Few words were spoken between she and her photographer. He didn’t know her name, her life story or her age. He saw her, and asked if he could photograph her. She consented. Her eyes appear in a mix of fear and rage– a rage we do not understand.

Years later, after scouring the earth, the photographer found her. He spoke with her again, completely for the first time. She had never had her picture taken before. She is now married, with a husband and children. There wasn’t much chance before for the photographer to build the relationship with her, but after her eyes reached out to people, he reached out to her; to really get her story.

I have had a less world-reknowned experience with sources. I’ve had my share of difficult ones and delightful ones. One of my favorite though, was with the POI officer here in Columbia, Latisha Stroer. She and I started out on a bad foot. The first couple of weeks she started working, I was writing the blotter. She didn’t know the ropes quite like her predecessor and had a different demeanor. She wasn’t as “fun” to work with per say. I had tried joking with her as I did with Officer Jill Wieneke, but she wasn’t the same.
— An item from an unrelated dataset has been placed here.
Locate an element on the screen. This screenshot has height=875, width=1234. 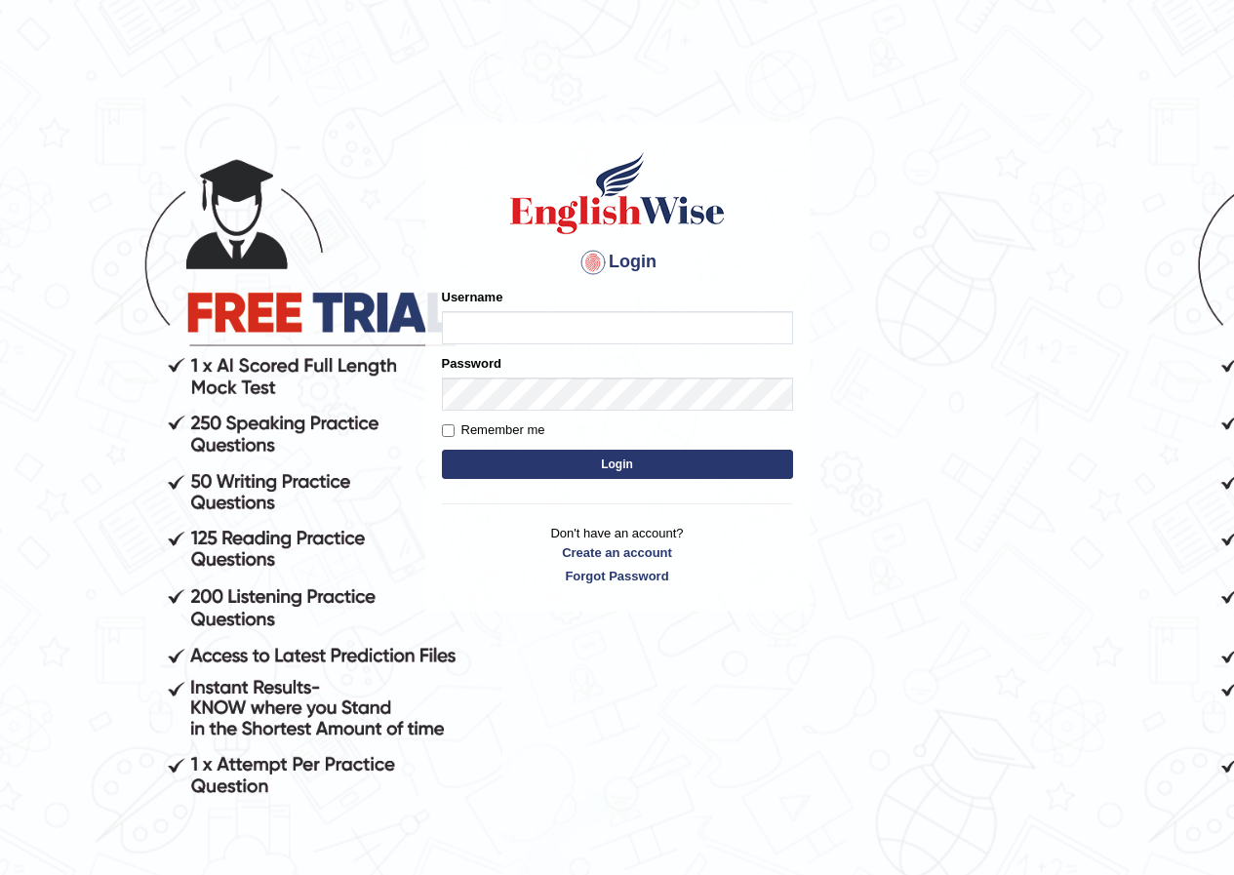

The two of us got into a small tiff, and she asked me to come meet with her. We did, and I was humbled; both of us admitted we were having off days. However, she and I managed to relate in a couple of ways, and I decided to do a profile on her for my news class.
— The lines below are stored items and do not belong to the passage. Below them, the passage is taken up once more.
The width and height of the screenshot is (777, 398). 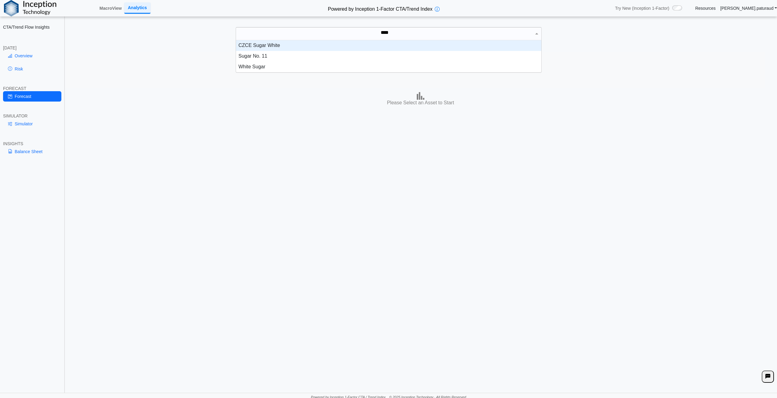 What do you see at coordinates (32, 69) in the screenshot?
I see `a: Risk` at bounding box center [32, 69].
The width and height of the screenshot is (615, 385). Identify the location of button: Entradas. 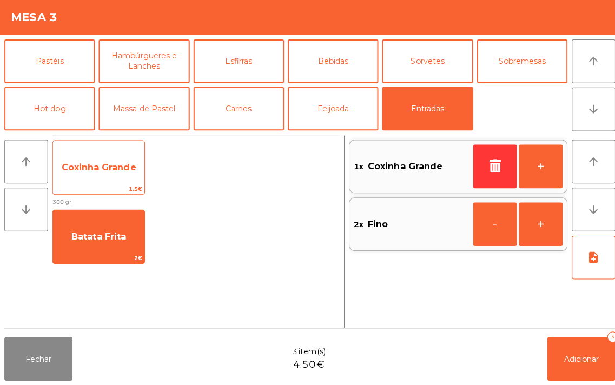
(424, 111).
She turned out to be a jem to talk to. She’s a great mom and has a big family. She also cried in the interview. I happened to just ask the right question- about the person who she looked up to, and she said her grandmother, who had died of cancer. It was emotional, but for me it was great to know she felt comfortable enough to open up to me.

I hope to continue building these relationships across the globe. I want to know people from every nook, cranny and corner of this planet. I want to tell their stories.